Circadian Rhythm More Sensitive to Lighting Colour Cues
Dec 8 2015
Research by scientists at The University of Manchester has revealed that the colour of light has a major impact on how our body clock measures the time of day. It’s the first time the impact of colour has been tested, and demonstrates that colour provides a more reliable way of telling the time than measuring brightness.
Dr. Timothy Brown from the Faculty of Life Sciences led the research. He posits that “in theory colour could be used to manipulate our clock, which could be useful for shift workers or travellers wanting to minimize jet lag.” Taking the theory further, using light to adjust our circadian rhythm could offer enormous potential for optimizing personal productivity and well-being.

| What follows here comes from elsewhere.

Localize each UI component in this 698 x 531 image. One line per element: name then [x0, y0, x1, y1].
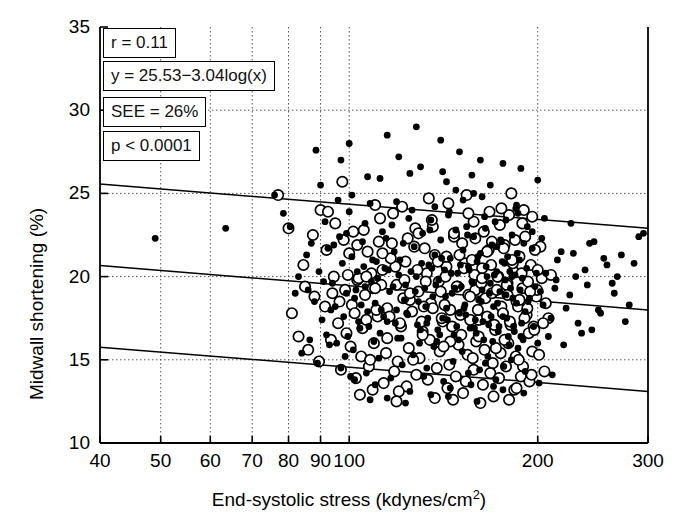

In a paper published on April 20 in the Open Access journal PLOS Biology, the researchers looked at the change in light around dawn and dusk to analyze whether colour could be used to determine time of day. Besides the well-known changes in light intensity that occur as the sun rises and sets they found that during twilight, light is reliably bluer than during the day.

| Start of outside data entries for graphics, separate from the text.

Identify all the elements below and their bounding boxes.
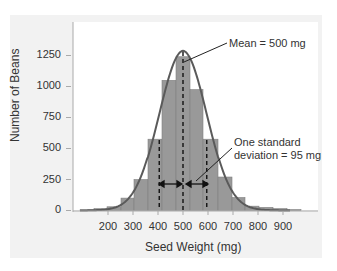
y-tick-1000: 1000 <box>21 79 61 91</box>
y-tick-1250: 1250 <box>21 48 61 60</box>
x-tick-900: 900 <box>268 220 298 232</box>
y-axis-label: Number of Beans <box>8 49 22 142</box>
y-tick-500: 500 <box>21 141 61 153</box>
y-tick-750: 750 <box>21 110 61 122</box>
histogram-bar <box>162 80 176 210</box>
histogram-bar <box>134 180 148 211</box>
mean-annotation: Mean = 500 mg <box>229 37 306 50</box>
histogram-bar <box>218 177 232 210</box>
histogram-bar <box>190 90 203 211</box>
y-tick-0: 0 <box>21 203 61 215</box>
y-tick-250: 250 <box>21 173 61 185</box>
x-axis-label: Seed Weight (mg) <box>145 240 242 254</box>
sd-annotation-line1: One standard <box>234 136 301 149</box>
sd-annotation-line2: deviation = 95 mg <box>234 149 321 162</box>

The scientists next recorded electrical activity from the body clock while mice were shown different visual stimuli. They found that many of the cells there were more sensitive to changes in colour between blue and yellow than to changes in brightness.
The scientists then used measurements of the changes in the colour spectra taken from the top of the University’s Pariser Building, to construct an artificial sky that recreated the daily changes in colour and brightness.
Mice were placed beneath the sky for several days and their body temperature was recorded. As expected for nocturnal creatures, the highest body temperatures occurred just after night fell when the sky turned a darker blue – indicating that their body clock was working optimally.
When just the brightness of the sky was changed, with no change in the colour, the mice became more active before dusk, demonstrating that their body clock wasn’t properly aligned to the day night cycle.
“This is the first time that we’ve been able to test the theory that colour affects the body clock in mammals,” said Dr. Brown. “It has always been very hard to separate the change in colour to the change in brightness but using new experimental tools and a psychophysics approach we were successful.” The same findings can be applied to humans, he continued.